On the other hand, Christmas can be a special time for thinking about God’s relationship to his earthly creation. I touched on this several years ago in a chapter of my book, Our Father’s World, comparing Jesus’ incarnation with a hypothetical visit of a rock star to my own home:
This is how we need to think of Jesus, the Son of God, coming to earth. We often think of his humiliation. It is not a small thing for the all-powerful creator of the universe to adopt the form of a creature, but that is exactly what happened:
[Jesus,] being in very nature God, did not consider equality with God something to be grasped, but made himself nothing, taking the very nature of a servant, being made in human likeness. And being found in appearance as a man, he humbled himself and became obedient to death – even death on a cross. [Philippians 2:6-8]
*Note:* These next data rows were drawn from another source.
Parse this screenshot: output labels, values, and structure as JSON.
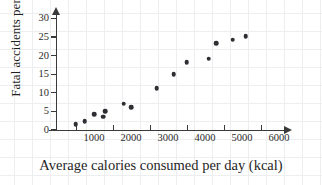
{
  "chart_data": {
    "type": "scatter",
    "title": "",
    "xlabel": "Average calories consumed per day (kcal)",
    "ylabel": "Fatal accidents per day",
    "xlim": [
      0,
      6300
    ],
    "ylim": [
      0,
      31
    ],
    "xticks": [
      1000,
      2000,
      3000,
      4000,
      5000,
      6000
    ],
    "xtick_labels": [
      "1000",
      "2000",
      "3000",
      "4000",
      "5000",
      "6000"
    ],
    "yticks": [
      0,
      5,
      10,
      15,
      20,
      25,
      30
    ],
    "ytick_labels": [
      "0",
      "5",
      "10",
      "15",
      "20",
      "25",
      "30"
    ],
    "grid": "background notebook grid, light gray",
    "legend": "none",
    "marker_color": "#2f2f33",
    "axis_color": "#3a3a3a",
    "grid_color": "#eceef0",
    "points": [
      {
        "x": 500,
        "y": 1.5
      },
      {
        "x": 750,
        "y": 2.4
      },
      {
        "x": 1000,
        "y": 4.3
      },
      {
        "x": 1250,
        "y": 3.6
      },
      {
        "x": 1300,
        "y": 5.0
      },
      {
        "x": 1800,
        "y": 7.1
      },
      {
        "x": 2000,
        "y": 6.2
      },
      {
        "x": 2700,
        "y": 11.2
      },
      {
        "x": 3150,
        "y": 15.0
      },
      {
        "x": 3500,
        "y": 18.2
      },
      {
        "x": 4100,
        "y": 19.2
      },
      {
        "x": 4300,
        "y": 23.3
      },
      {
        "x": 4750,
        "y": 24.3
      },
      {
        "x": 5100,
        "y": 25.2
      }
    ]
  }
}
Something else is just as important, though. When he came down, he raised us up, and all of creation as well. He lived here, in our house. When he walked down the street and sat in the shade of a tree, his presence was honoring and exalting the dirt, the grass, the tree, the sky. If my daughter’s idol, the singer, had actually come to our house, the effect would have been purely imaginary. Whatever fame and reputation this man has is purely ephemeral and is already fading. He is no more worthy of praise and honor than I am – or than my daughter herself. Not so with Jesus. He made the dirt, the grass, the trees and the sky. When he arrived, everything changed.
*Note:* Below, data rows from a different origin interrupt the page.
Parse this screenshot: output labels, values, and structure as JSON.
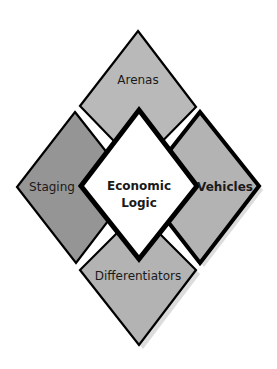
{
  "diagram": {
    "center": {
      "line1": "Economic",
      "line2": "Logic",
      "fill": "#ffffff"
    },
    "segments": [
      {
        "id": "arenas",
        "label": "Arenas",
        "fill": "#b9b9b9",
        "bold": false
      },
      {
        "id": "staging",
        "label": "Staging",
        "fill": "#959595",
        "bold": false
      },
      {
        "id": "vehicles",
        "label": "Vehicles",
        "fill": "#b3b3b3",
        "bold": true
      },
      {
        "id": "differentiators",
        "label": "Differentiators",
        "fill": "#b3b3b3",
        "bold": false
      }
    ],
    "colors": {
      "stroke": "#000000",
      "shadow": "#d9d9d9"
    }
  }
}
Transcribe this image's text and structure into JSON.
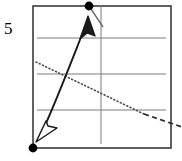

In the last chapter we saw creation as a temple – a cosmic worship space where a divine-human relationship can be pursued. In Jesus we see God himself walking the aisles of that temple, not just standing behind the altar. This is God as one of us: eating and drinking, laughing and playing, walking and talking, sleeping and working. Before we heard God say that “it was good”; now we can see God himself enjoying creation. It must be good, and it must be worth taking care of. [Our Father's World, chapter 3, IVP 2008]
There are a number of reasons we could list for why we do what we do, and you have probably heard many of them: Tending the Garden was the first task God gave us to do; caring for creation means caring for people – it’s a true ‘pro-life issue’; God’s redemptive plan culminates in the ‘reconciliation of all things to himself’ (Col 1:15-20).
But I like the Christmas reason as much as any: Jesus, the Son of God, became part of Creation, and showed by his example and presence here that this is a special place and one to be valued and cared for.
And so, on this occasion when we pause to remember Jesus’ coming to earth as one of us, we thank you for your part in making our mission possible. And we ask that you join us in recommitting to the great task of caring for this creation until the very day when Jesus returns to ‘make all things new!’
Blessings from our Care of Creation family to yours –
Ed and Susanna Brown;
Craig and Tracy Sorley with our Kenyan staff;
And Erik and Rachel Ness, bound for Tanzania.
Order Our Father’s World from our office or Amazon by clicking here;
send a donation to any of our staff or projects – or ‘buy trees for Kenya’ – by clicking here.